How to Choose the Right Tool

NeedBest fit
Quick, occasional checksFree tools (Search Console, PageSpeed Insights)
Ongoing keyword and content gap trackingSemrush or Ahrefs
Backlink-heavy researchAhrefs
Agency-level reporting across clientsAgencyAnalytics or Semrush’s My Reports

If you’re just starting out, a free trial of a paid platform is usually enough to complete a thorough first-pass analysis before deciding whether to commit to a subscription.

Final Thoughts

An SEO competitor analysis isn’t about copying what other sites are doing — it’s about understanding the bar you need to clear and finding the specific, achievable gaps where you can realistically win. When you treat it as an ongoing process rather than a one-time project, you stop guessing and start making decisions backed by real data: what’s ranking, why it’s ranking, and what it would take to do it better.

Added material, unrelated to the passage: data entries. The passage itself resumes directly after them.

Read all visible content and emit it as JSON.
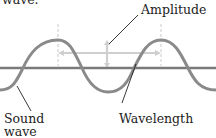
{
  "diagram": {
    "title_fragment": "wave.",
    "labels": {
      "amplitude": "Amplitude",
      "sound_wave_line1": "Sound",
      "sound_wave_line2": "wave",
      "wavelength": "Wavelength"
    },
    "colors": {
      "wave": "#8a8a8a",
      "axis": "#7a7a7a",
      "measure_arrows": "#cfcfcf",
      "dashed_guides": "#bdbdbd",
      "leader_lines": "#222222",
      "text": "#222222"
    }
  }
}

Start small. Pick your top three competitors, work through the steps above, and build the habit of revisiting your findings every quarter. Over time, this kind of consistent competitive intelligence compounds into a genuine advantage in the search results.

FAQs

What is the main goal of an SEO competitor analysis?

The goal is to identify the gaps between your site and your top-ranking competitors — in keywords, content, backlinks, or technical performance — so you can close them strategically.

How often should I run a competitor analysis?

A full analysis once per quarter, with lighter monthly checks on your top competitors, is generally enough to stay current without becoming overwhelming.

Are my SEO competitors the same as my business competitors?

Not always. SEO competitors are sites that rank for the same keywords as you, even if they operate in a completely different industry.

Do I need paid tools to do a competitor analysis?

No. Free tools like Google Search Console and PageSpeed Insights can get you started, though paid platforms like Semrush or Ahrefs speed up the process significantly.

What’s the difference between a content gap and a keyword gap?

A keyword gap shows specific search terms your competitors rank for that you don’t. A content gap is broader — it includes topics, formats, or depth of coverage that your competitors offer and your site is missing entirely.